The Monsignor limped down from the altar, leaning on his cane. Was this soldier a child? His voice sounded unusually high.
“They’ve blown up town hall,” the private continued. “And I hear they are winning at the beaches. They will kill everyone.”
“You have no authority here,” the priest said.
“Leave this place,” the soldier cried. “Save yourselves.”
The Monsignor felt a swell of power, as if a moment had arrived for which there had been years of preparation. Uncertainty fell away, and he now knew his role for that day’s conflict, and for the rest of the war. The waiting and doubting had reached its zenith, faith and reality reconciled at last.
Throwing aside his cane, he strode to the Communion rail and raised both arms high. “This is not a place of men and their wars. This is the house of Almighty God. You may stay, if you adopt an attitude of humility and prayer. Otherwise begone, sinner, and may God have mercy on your soul.”
The tiny soldier ran before the priest had finished. He left the door wide, and the noise of combat spilled buzzing and snapping into the church. But the Monsignor returned to his place at the altar, hands trembling with the power and the glory. He glanced at the Mass book to find his place. Yes, the elevation.
He faced the crucifix, while with both hands he lifted Emma’s one third of a loaf as high as he could, crying out in Latin: “Do this in memory of me.”
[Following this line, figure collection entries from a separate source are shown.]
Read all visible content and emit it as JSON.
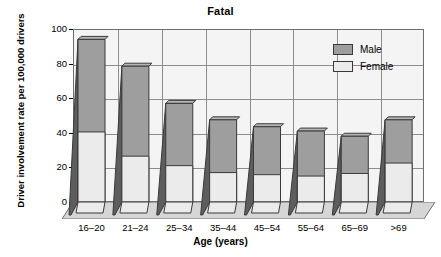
{
  "chart_data": {
    "type": "bar",
    "subtype": "stacked-3d-column",
    "title": "Fatal",
    "xlabel": "Age (years)",
    "ylabel": "Driver involvement rate per 100,000 drivers",
    "categories": [
      "16–20",
      "21–24",
      "25–34",
      "35–44",
      "45–54",
      "55–64",
      "65–69",
      ">69"
    ],
    "series": [
      {
        "name": "Female",
        "color": "#ebebeb",
        "values": [
          40.5,
          26.5,
          21.0,
          17.0,
          15.8,
          15.0,
          16.5,
          22.5
        ]
      },
      {
        "name": "Male",
        "color": "#9e9e9e",
        "values": [
          94.0,
          78.5,
          57.0,
          47.5,
          43.5,
          41.0,
          38.0,
          47.5
        ]
      }
    ],
    "stacking_note": "Male column is drawn full-height to its total; Female column is overlaid in front from 0 to its value",
    "ylim": [
      0,
      100
    ],
    "yticks": [
      0,
      20,
      40,
      60,
      80,
      100
    ],
    "ytick_labels": [
      "0",
      "20",
      "40",
      "60",
      "80",
      "100"
    ],
    "grid": true,
    "legend_position": "top-right",
    "legend": [
      "Male",
      "Female"
    ]
  },
  "axis": {
    "y_title": "Driver involvement rate per 100,000 drivers",
    "x_title": "Age (years)"
  },
  "header": {
    "title": "Fatal"
  },
  "legend": {
    "items": [
      {
        "label": "Male",
        "swatch": "male"
      },
      {
        "label": "Female",
        "swatch": "female"
      }
    ]
  },
  "colors": {
    "male": "#9e9e9e",
    "female": "#ebebeb",
    "plot_bg": "#f4f4f4",
    "grid": "#8d8d8d",
    "outline": "#3a3a3a",
    "side_face": "#5d5d5d",
    "floor": "#d6d6d6"
  }
}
Then the priest bowed his head, two of the three other heads in the church replicating his motion exactly.
The third head, in the front pew, belonged to Pierre. He inclined in the opposite direction, eyes raised to the heavens. His hands were folded in prayer, and his fingers—as worn as old leather, but strong like ropes from a lifetime of milking—were interlaced and extended, so that anyone from above could see that they made a V.
The town-hall stairway survived the explosion, but Odette had a difficult time climbing them with no railing and a wide opening on one side. Parts of the building dropped randomly from above, keeping her snug against the wall.
The hallway to DuFour’s office remained intact, and the door closed. He had always made such a show of locking and unlocking, probably he was cowering in there right now. Out the window he would go, that was her thought. For all he had done to her, to Guillaume, to all the people of the village, DuFour must go out the window. But when she touched the door it swung back on its hinges, and there was no office on the other side. Just open air, and a smashed desk amid the rubble below.
She held the doorframe, scanning the debris. Was DuFour buried in there? One could hope. Odette spat with satisfaction and began to make her way back down. She considered her good fortune at surviving a bomb so near, at being free.
The contentment did not last. As she reached the street Odette could see, despite the litter of downed trees and broken buildings, that the blue bicycle was gone. The scoundrel had run before the bombs fell. Frustration redoubled her anger.
She straightened her clothes and decided: next stop would be the cottage of that whore Michelle. The day before, Odette had listened on her illicit radio to reports from Rome, where the occupying army fell, the Allies gained control, and the people took it upon themselves to punish some of their neighbors’ conduct. Yes, Odette hurried across the square to the concealment of the hedgerows. She knew exactly what to do with a collaborator.
Chapter 34
Emma stood before town hall, stunned. The right half of the building was gone, flattened, a jumble of rock with pipes and wires protruding like some industrial monster was buried beneath. The left half was intact, but with a gray coating of dust. It was an odd joke, that the building’s damage mirrored her own, but she slipped out of the wagon straps and, leading with her open eye, ascended the rubble. From above, she could peer unimpeded into the basement, and see for herself that no prisoner remained in the cell below. Nor, Emma was reassured to note, was there any bloodstain on the floor or walls.